Or is NoSQL destined to be a passing fancy? I doubt Tamhas thinks this, although his posts on the topic would indicate he thinks not much of it. Which is fine, although it does seem to defy the evidence we have.
I have some expertise with a non-Mongo nosql DBMS system, general experience in multiple others, and I would heed tamhas much more carefully than you have.
What has traditionally been regarded as “NoSQL” can be divided into several different classifications, Mongo falling into the category of document store. But there are 4 leading contenders (Cassandra/DataStax, a column store; Redis a key-value store; Couchbase, a document store; and Riak, which has a key-value and timeseries product but the parent company Basho has recently gone bankrupt). You also have Marklogic, which is a larger, but somewhat niche player.
Further there are nosql-like systems like search engines (Elasticsearch or Lucene/Solr) and distributed transaction logs like Confluent/Kafka.

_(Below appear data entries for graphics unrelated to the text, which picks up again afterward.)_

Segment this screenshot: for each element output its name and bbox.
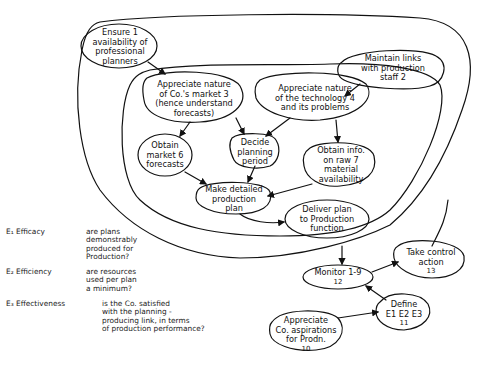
- node-10-line-3: for Prodn.: [270, 335, 342, 345]
- node-ensure-planners: Ensure 1 availability of professional pl…: [82, 28, 158, 66]
- node-appreciate-technology: Appreciate nature of the technology 4 an…: [262, 84, 368, 113]
- question-line: Production?: [86, 253, 137, 261]
- criteria-question: is the Co. satisfied with the planning -…: [102, 300, 205, 334]
- node-5-line-3: period: [230, 157, 280, 167]
- node-8-line-3: plan: [196, 204, 272, 214]
- node-7-line-4: availability: [306, 175, 376, 185]
- criteria-efficiency: E₂ Efficiency are resources used per pla…: [6, 268, 166, 296]
- criteria-efficacy: E₁ Efficacy are plans demonstrably produ…: [6, 228, 166, 264]
- node-9-line-3: function: [288, 224, 366, 234]
- criteria-question: are resources used per plan a minimum?: [86, 268, 137, 293]
- node-12-line-1: Monitor 1-9: [304, 268, 372, 278]
- node-12-number: 12: [304, 278, 372, 288]
- node-make-detailed-plan: Make detailed production plan: [196, 185, 272, 214]
- criteria-question: are plans demonstrably produced for Prod…: [86, 228, 137, 262]
- node-11-line-2: E1 E2 E3: [378, 310, 430, 320]
- node-decide-planning-period: Decide planning period: [230, 138, 280, 167]
- node-maintain-links: Maintain links with production staff 2: [344, 54, 442, 83]
- node-monitor: Monitor 1-9 12: [304, 268, 372, 287]
- node-define-criteria: Define E1 E2 E3 11: [378, 300, 430, 329]
- node-2-line-3: staff 2: [344, 73, 442, 83]
- question-line: a minimum?: [86, 285, 137, 293]
- criteria-code: E₃ Effectiveness: [6, 300, 86, 308]
- node-take-control-action: Take control action 13: [396, 248, 466, 277]
- node-obtain-market-forecasts: Obtain market 6 forecasts: [140, 141, 190, 170]
- criteria-effectiveness: E₃ Effectiveness is the Co. satisfied wi…: [6, 300, 236, 336]
- node-1-line-4: planners: [82, 57, 158, 67]
- node-4-line-3: and its problems: [262, 103, 368, 113]
- node-13-number: 13: [396, 267, 466, 277]
- question-line: of production performance?: [102, 325, 205, 333]
- node-10-number: 10: [270, 345, 342, 355]
- node-appreciate-market: Appreciate nature of Co.'s market 3 (hen…: [146, 80, 242, 118]
- node-6-line-3: forecasts: [140, 160, 190, 170]
- node-appreciate-aspirations: Appreciate Co. aspirations for Prodn. 10: [270, 316, 342, 354]
- node-obtain-raw-material-info: Obtain info. on raw 7 material availabil…: [306, 146, 376, 184]
- criteria-code: E₂ Efficiency: [6, 268, 86, 276]
- criteria-code: E₁ Efficacy: [6, 228, 86, 236]
- node-3-line-4: forecasts): [146, 109, 242, 119]
- node-11-number: 11: [378, 319, 430, 329]
- node-13-line-2: action: [396, 258, 466, 268]
- node-deliver-plan: Deliver plan to Production function: [288, 205, 366, 234]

Some cases even call for graph databases like Neo4j or Titan which are more related to efficiently querying edge/vertex sets taking advantage of mathematical symmetries in these structures than any type of storage. They may be compete in some architectures, or may coexist in others.
You should also be aware that there are constant new entrants (Scylla, RocksDB, CockroachDB, et al), some have been acquired already (Foundation to Apple), and may large tech companies have closed source internal databases (Manhattan at Twitter).
That also DBaaS platforms like Microsoft Cosmos, Google Spanner, Amazon DynamoDB, et al. that all have different technical characteristics, beyond what I will go into here, but for one example Spanner is supposed to have “solved” some distributed state synchonization problems involving GPS satellites and atomic clocks.
Finally, you can have many nosql characteristics in traditional relational systems (sharding, replication/failover, document storage and indexing) that might offset the typical operational complexity of many nosql systems. Honestly, on the low end the k-v vendors probably overlap with plain old caches that support sharding (memcached, ehcache).
All the questions about technology selection end up revolving around intended use and operation characteristics. The fundamental problem is tuning for the intrinsic tradeoffs in CAP (consistency, availability, and partition tolerance… generally speaking, databases can “choose two”). Ie you might select differently if you are writing a recommendation, fraud detection, metric collection, messaging, payment processing, or ad tracking systems. No single vendor is going to capture all the nosql tam.
Anyway, hopefully it’s clear that it is a very complicated landscape of competing, well funded companies. db-engines is something many people want to have good placement in (same as they would with Gartner) but it shouldn’t be overly relied on (also same as Gardner). MongoDB was extremely efficient in developer relations and providing an easy on-ramp, but as a result you have things like the 2017 ransomware attack based on the Shodan scans indicating 10s of thousands of unsecured MongoDB clusters because you have so many are being run in situations that are probably smaller scale and, as a result, harder to monetize. I think that manifests in their relatively high db-engines rank versus relatively low margins and revenue on the balance sheet.
Also, you should take the MDB multi-document ACID-compliance claims with a grain of salt. It is a month old announcement of a technical beta.
As a stock, their float is small. Look at the float % short vs short ratio. They have a lockup expiring. They are easy to move and will probably be volatile. The competitive landscape is tough. I would keep an eye on burn rate just as much as revenue growth. On the other side, they’re ubiquitous enough to be part of their own technology stack acronym (“MEAN”) and are undeniably popular. If I had to, I’d be net long, but certainly not 100%. I’m currently neither.